From within, our position was even more tantalizing. The bear thieves dug under the snows over our heads and s.n.a.t.c.hed blocks of blubber fuel from under our very eyes at the port without a consciousness of wrongdoing. Occasionally we ventured out to deliver a lance, but each time the bear would make a leap for the door and would have entered had the opening been large enough. In other cases we shot arrows through the peep-hole. A bear head again would burst through the silk covered window near the roof, where knives, at close range and in good light, could be driven with sweet vengeance.
As a last resort we made a hole through the top of the den. When a bear was heard near, a long torch was pushed through. The snow for acres about was then suddenly flashed with a ghostly whiteness which almost frightened us. But the bear calmly took advantage of the light to pick a larger piece of the blubber upon which our lives depended, and then with an air of superiority he would move into the brightest light, usually within a few feet of our peep-hole, where we could almost touch his hateful skin. Without ammunition we were helpless.
Two weeks after sunset we heard the last cry of ravens. After a silence of several days they suddenly descended with a piercing shout which cut the frosty stillness. We crept out of our den quickly to read the riddle of the sudden bl.u.s.ter. There were five ravens on five different rocks, and the absence of the celestial color gave them quite an appropriate setting. They were restless: there was no food for them. A fox had preceded them with his usual craftiness, and had left no pickings for feathered creatures.
A family of five had gathered about in October, when the spoils of the chase were being cached, and we encouraged their stay by placing food for them regularly. Some times a sly fox, and at other times a thieving bear, got the little morsels, but there were usually sufficient picking for the raven's little crop. They had found a suitable cave high up in the great cliffs of granite behind our den.

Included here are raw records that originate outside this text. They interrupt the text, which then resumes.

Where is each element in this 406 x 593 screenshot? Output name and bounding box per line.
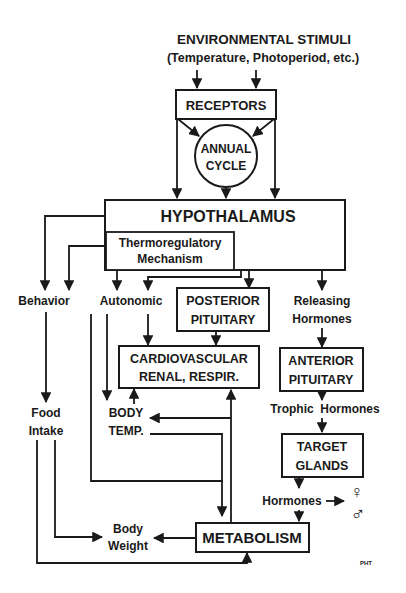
hypothalamus-label: HYPOTHALAMUS (160, 208, 295, 225)
releasing-hormones-line1: Releasing (294, 294, 351, 308)
stimuli-to-receptors-arrows (197, 70, 256, 88)
food-intake-line1: Food (31, 406, 60, 420)
releasing-hormones-line2: Hormones (292, 312, 352, 326)
signature-label: PHT (360, 560, 372, 566)
anterior-pituitary-box: ANTERIOR PITUITARY (280, 348, 363, 391)
male-symbol-icon: ♂ (351, 502, 366, 524)
hormones-label: Hormones (262, 494, 322, 508)
thermoregulatory-line2: Mechanism (137, 252, 202, 266)
target-glands-line2: GLANDS (296, 459, 349, 473)
trophic-hormones-label: Trophic Hormones (270, 402, 380, 416)
body-temp-line1: BODY (109, 406, 144, 420)
cardiovascular-line2: RENAL, RESPIR. (139, 370, 239, 384)
title-line2: (Temperature, Photoperiod, etc.) (167, 51, 359, 65)
body-temp-to-metabolism-line (150, 434, 222, 481)
annual-cycle-line1: ANNUAL (201, 142, 252, 156)
anterior-pituitary-line1: ANTERIOR (288, 354, 353, 368)
metabolism-label: METABOLISM (202, 529, 302, 546)
thermoregulatory-box: Thermoregulatory Mechanism (106, 232, 234, 270)
metabolism-to-cardiovascular-lines (150, 390, 231, 522)
food-intake-line2: Intake (29, 424, 64, 438)
posterior-pituitary-line1: POSTERIOR (186, 294, 260, 308)
posterior-pituitary-box: POSTERIOR PITUITARY (177, 288, 269, 331)
title-line1: ENVIRONMENTAL STIMULI (177, 32, 351, 47)
behavior-label: Behavior (18, 294, 70, 308)
autonomic-label: Autonomic (100, 294, 163, 308)
posterior-pituitary-line2: PITUITARY (191, 313, 256, 327)
target-glands-line1: TARGET (297, 440, 348, 454)
receptors-label: RECEPTORS (186, 98, 267, 113)
body-temp-line2: TEMP. (108, 424, 143, 438)
cardiovascular-box: CARDIOVASCULAR RENAL, RESPIR. (119, 346, 259, 388)
hypothalamus-to-behavior-arrows (45, 216, 106, 290)
female-symbol-icon: ♀ (350, 482, 364, 502)
metabolism-box: METABOLISM (196, 523, 309, 552)
body-weight-line1: Body (113, 522, 143, 536)
food-intake-to-body-weight-arrow (55, 440, 102, 537)
annual-cycle-circle: ANNUAL CYCLE (195, 125, 257, 187)
thermoregulatory-line1: Thermoregulatory (119, 236, 222, 250)
annual-cycle-line2: CYCLE (206, 159, 247, 173)
cardiovascular-line1: CARDIOVASCULAR (130, 352, 248, 366)
receptors-box: RECEPTORS (176, 90, 276, 119)
flow-diagram: ENVIRONMENTAL STIMULI (Temperature, Phot… (0, 0, 406, 593)
body-weight-line2: Weight (108, 539, 148, 553)
target-glands-box: TARGET GLANDS (282, 434, 363, 477)
anterior-pituitary-line2: PITUITARY (289, 373, 354, 387)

We were beginning to be quite friendly. My Eskimo companions ascribed to the birds almost human qualities and they talked to them reverently, thereby displaying their heart's desire. The secrets of the future were all entrusted to their consideration. Would the "too-loo-ah" go to Eskimo Lands and deliver their messages? The raven said "ka-ah" (yes).
E-tuk-i-shook said: "Go and take the tears from An-na-do-a's eyes; tell her that I am alive and well and will come to take her soon. Tell Pan-ic-pa (his father) that I am in Ah-ming-ma-noona (Musk Ox Land).
Bring us some powder to blacken the bear's snout." "Ka-ah, ka-ah," said the two ravens at once.